During these years, Stevenson’s tuberculosis did not improve, but he remained active and, despite periods of being bedridden and very ill, kept to his usual disciplined writing schedule. Fanny’s son remained with them, and her daughter, Belle, joined them frequently as well. In addition, Stevenson’s mother, widowed in 1886, had traveled to the islands with the family and remained there for the rest of her son’s life. Although Louis was often in grave danger of death, he always seemed able to throw off the worst of his illness and achieve at least partial recovery. But in early December of 1894, less than a month after his forty-fourth birthday, he was stricken with a cerebral hemorrhage and died within a few hours.

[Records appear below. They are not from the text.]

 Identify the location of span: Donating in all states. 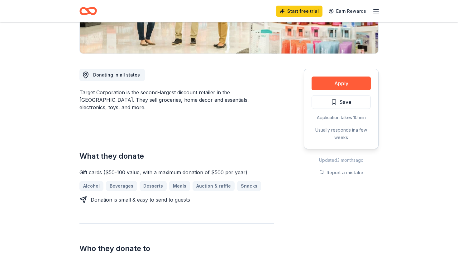
(116, 75).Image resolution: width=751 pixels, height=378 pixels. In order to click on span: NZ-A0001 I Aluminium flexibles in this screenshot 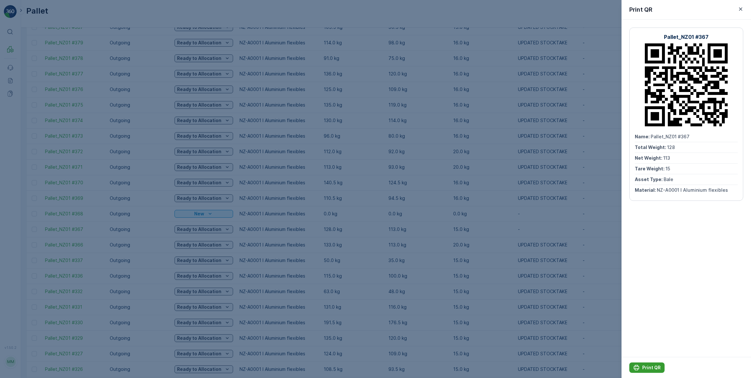, I will do `click(692, 190)`.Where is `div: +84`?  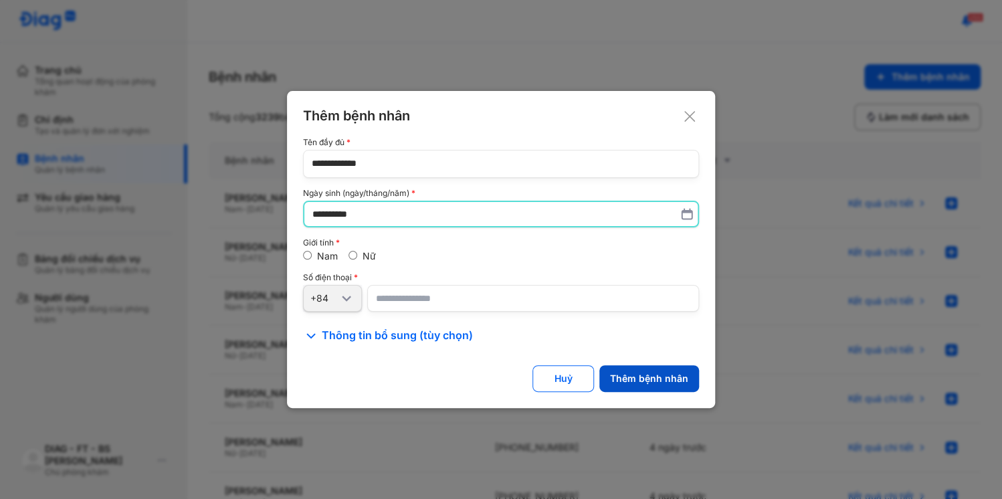 div: +84 is located at coordinates (324, 298).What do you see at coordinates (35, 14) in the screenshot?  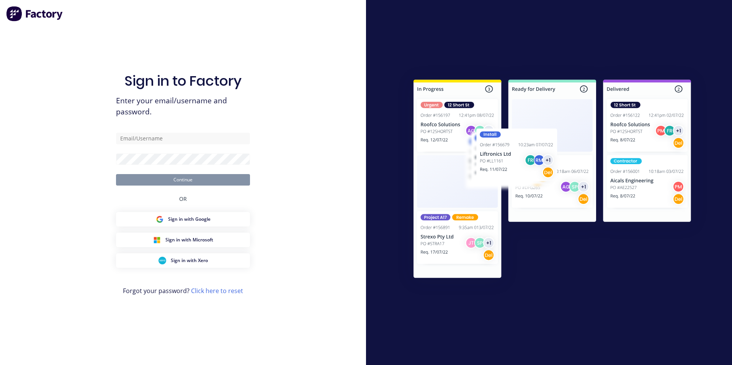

Almost all of Stevenson’s writings, including his novels, short stories and essays, and two books written in collaboration with his stepson Lloyd Osbourne, remained in publication for years after his death, and his excellence as a writer was undisputed for the next quarter-century or so. But he fell out of critical favor with the rise of realism and naturalism in the years after World War I, and although his reputation fluctuated during the rest of the twentieth century, many of his works remain out of print. Still, he continues to be read and admired by people who value his versatility and range, his gripping narrative ability, and his fluent and concise style.